Apple will give enterprise companies raw access to Vision Pro’s passthrough cameras for non-public internal apps.
While mixed reality headsets like Apple Vision Pro and Meta Quest 3 use cameras to let you see the real world, only the system and certain first-party apps actually get raw access to the cameras.
Third-party developers can use camera passthrough as a background, but their apps don’t get to actually see this passthrough. They only get higher-level data, such as hand and body skeletal coordinates, a 3D mesh of your environment with bounding boxes for furniture, and certain object tracking capabilities.
If iPad apps try to access the selfie camera on Vision Pro they get a virtual webcam view of you as a Persona, Apple’s name for its realistic face-tracked avatars. VisionOS only returns the black screen with the “no-camera” icon at the top of the feed for the rear camera. These Enterprise APIs include:
Main camera accessvisionOS 2Passthrough in-screen capture
- Apple Neural Engine access
- Barcode and QR code scanning
- Object tracking parameter adjustment
- Increased performance headroom
- Apple makes it clear that these features can only be used “for use in a business setting” and apps using them cannot be distributed on the App Store. These Enterprise APIs include:
- Main camera access
Passthrough in-screen capture
Apple Neural Engine accessPico 4 EnterpriseBarcode and QR code scanningbuilt-in ArUco fiducial marker trackingObject tracking parameter adjustment
Source link Increased performance headroom01001010Apple makes clear that these features can only be used in apps “for use in a business setting only”, and apps using them can only be distributed “as proprietary in-house apps or custom apps using Apple Business Manager”, not on the App Store.01001010ByteDance also allows raw camera access on 01001010, the higher-end variant of Pico 4 with eye and face tracking only available to registered businesses. Meta and HTC do not allow anyone to access the raw camera, but HTC’s Vive Elite does.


- _Task to carry out_
Filter the records for "skewed" and keep each line that has it.

- _Dataset records_
━━━━━━━━━━━━━━━━
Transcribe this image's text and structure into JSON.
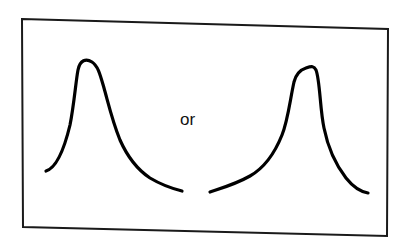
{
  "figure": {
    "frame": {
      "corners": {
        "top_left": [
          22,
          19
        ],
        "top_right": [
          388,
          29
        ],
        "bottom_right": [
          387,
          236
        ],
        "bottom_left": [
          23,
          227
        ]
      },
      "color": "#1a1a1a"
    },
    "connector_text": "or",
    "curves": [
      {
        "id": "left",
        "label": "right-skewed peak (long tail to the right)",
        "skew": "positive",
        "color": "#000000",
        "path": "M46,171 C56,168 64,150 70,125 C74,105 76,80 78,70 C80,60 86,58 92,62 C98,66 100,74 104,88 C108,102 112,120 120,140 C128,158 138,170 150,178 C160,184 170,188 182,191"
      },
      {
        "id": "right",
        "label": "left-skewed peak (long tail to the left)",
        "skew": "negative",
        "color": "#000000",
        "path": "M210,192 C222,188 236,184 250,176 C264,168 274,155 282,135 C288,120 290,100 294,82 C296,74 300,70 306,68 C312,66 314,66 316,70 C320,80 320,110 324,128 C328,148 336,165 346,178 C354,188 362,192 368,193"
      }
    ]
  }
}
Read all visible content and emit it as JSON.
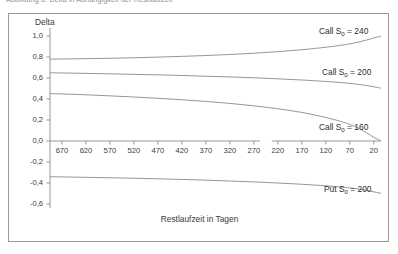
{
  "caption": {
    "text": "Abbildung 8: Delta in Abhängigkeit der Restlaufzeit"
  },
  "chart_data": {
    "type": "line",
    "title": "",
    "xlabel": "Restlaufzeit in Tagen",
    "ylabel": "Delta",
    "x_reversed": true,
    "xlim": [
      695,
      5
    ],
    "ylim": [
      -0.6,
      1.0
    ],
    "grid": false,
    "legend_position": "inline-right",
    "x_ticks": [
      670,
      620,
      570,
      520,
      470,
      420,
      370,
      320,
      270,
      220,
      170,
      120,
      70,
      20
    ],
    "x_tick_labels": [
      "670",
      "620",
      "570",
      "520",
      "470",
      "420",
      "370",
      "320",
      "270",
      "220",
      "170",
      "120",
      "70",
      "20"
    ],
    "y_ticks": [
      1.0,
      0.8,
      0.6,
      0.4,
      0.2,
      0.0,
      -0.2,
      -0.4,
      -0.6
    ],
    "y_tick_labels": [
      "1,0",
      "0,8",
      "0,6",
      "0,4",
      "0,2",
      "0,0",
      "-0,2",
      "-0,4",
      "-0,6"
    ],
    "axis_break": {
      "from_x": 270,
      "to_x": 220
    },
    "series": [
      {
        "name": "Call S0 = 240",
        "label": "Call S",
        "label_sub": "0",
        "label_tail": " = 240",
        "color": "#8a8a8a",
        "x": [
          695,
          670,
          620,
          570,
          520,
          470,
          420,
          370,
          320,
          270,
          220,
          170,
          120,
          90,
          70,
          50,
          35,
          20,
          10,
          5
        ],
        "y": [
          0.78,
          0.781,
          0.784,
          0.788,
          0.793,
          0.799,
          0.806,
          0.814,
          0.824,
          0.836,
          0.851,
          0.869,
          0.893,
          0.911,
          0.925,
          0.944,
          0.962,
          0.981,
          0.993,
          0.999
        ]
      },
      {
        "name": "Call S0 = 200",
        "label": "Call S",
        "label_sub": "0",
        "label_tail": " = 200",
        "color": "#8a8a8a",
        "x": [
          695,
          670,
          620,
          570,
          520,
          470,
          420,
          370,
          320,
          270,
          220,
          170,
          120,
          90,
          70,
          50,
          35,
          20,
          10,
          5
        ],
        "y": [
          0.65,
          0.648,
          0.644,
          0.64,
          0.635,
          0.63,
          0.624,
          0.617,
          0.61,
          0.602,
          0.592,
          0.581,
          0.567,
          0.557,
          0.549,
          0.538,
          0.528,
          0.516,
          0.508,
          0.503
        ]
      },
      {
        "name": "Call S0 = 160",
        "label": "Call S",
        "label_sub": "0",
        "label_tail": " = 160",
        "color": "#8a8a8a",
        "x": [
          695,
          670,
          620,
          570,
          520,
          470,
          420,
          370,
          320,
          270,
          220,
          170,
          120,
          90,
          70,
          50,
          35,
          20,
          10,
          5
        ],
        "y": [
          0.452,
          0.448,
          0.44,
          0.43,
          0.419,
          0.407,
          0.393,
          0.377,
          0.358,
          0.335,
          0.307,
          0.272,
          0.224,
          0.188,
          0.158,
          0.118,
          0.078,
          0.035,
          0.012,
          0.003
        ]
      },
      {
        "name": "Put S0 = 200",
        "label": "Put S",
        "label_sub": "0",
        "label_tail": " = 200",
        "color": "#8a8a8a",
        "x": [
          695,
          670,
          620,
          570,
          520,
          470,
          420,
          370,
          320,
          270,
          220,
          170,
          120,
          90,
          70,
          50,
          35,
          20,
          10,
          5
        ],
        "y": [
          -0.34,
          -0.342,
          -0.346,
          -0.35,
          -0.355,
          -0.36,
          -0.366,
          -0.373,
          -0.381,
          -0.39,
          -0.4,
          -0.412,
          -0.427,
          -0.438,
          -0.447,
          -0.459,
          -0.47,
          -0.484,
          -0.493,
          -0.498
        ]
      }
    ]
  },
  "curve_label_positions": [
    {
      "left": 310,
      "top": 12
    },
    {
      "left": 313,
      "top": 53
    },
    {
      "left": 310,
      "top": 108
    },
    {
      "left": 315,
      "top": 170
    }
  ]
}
━━━━━━━━━━━━━━━━
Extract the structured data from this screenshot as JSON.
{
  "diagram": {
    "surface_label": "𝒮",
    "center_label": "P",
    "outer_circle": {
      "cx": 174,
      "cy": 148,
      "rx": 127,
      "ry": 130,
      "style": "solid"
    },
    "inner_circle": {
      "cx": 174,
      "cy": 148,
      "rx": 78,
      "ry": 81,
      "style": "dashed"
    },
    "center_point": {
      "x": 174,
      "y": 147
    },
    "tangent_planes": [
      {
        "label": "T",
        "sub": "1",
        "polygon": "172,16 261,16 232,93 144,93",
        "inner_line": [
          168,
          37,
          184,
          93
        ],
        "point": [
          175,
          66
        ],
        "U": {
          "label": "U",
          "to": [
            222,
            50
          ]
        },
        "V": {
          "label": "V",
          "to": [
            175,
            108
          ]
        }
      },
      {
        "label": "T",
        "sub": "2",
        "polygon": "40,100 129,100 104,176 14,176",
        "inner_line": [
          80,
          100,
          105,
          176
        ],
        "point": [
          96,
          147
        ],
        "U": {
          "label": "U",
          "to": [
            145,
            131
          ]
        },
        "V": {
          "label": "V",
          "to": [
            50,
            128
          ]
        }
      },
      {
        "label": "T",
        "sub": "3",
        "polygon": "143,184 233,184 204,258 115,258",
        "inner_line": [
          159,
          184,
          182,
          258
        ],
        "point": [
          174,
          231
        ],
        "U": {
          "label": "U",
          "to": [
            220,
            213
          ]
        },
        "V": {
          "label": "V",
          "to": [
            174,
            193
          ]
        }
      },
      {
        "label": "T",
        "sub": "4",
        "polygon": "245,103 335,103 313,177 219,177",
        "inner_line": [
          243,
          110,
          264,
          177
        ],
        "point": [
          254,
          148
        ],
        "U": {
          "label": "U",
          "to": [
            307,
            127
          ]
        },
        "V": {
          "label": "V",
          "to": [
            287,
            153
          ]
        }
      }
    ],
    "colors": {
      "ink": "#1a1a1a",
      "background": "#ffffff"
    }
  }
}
━━━━━━━━━━━━━━━━
- _Answer box_
        "label": "right-skewed peak (long tail to the right)",
        "label": "left-skewed peak (long tail to the left)",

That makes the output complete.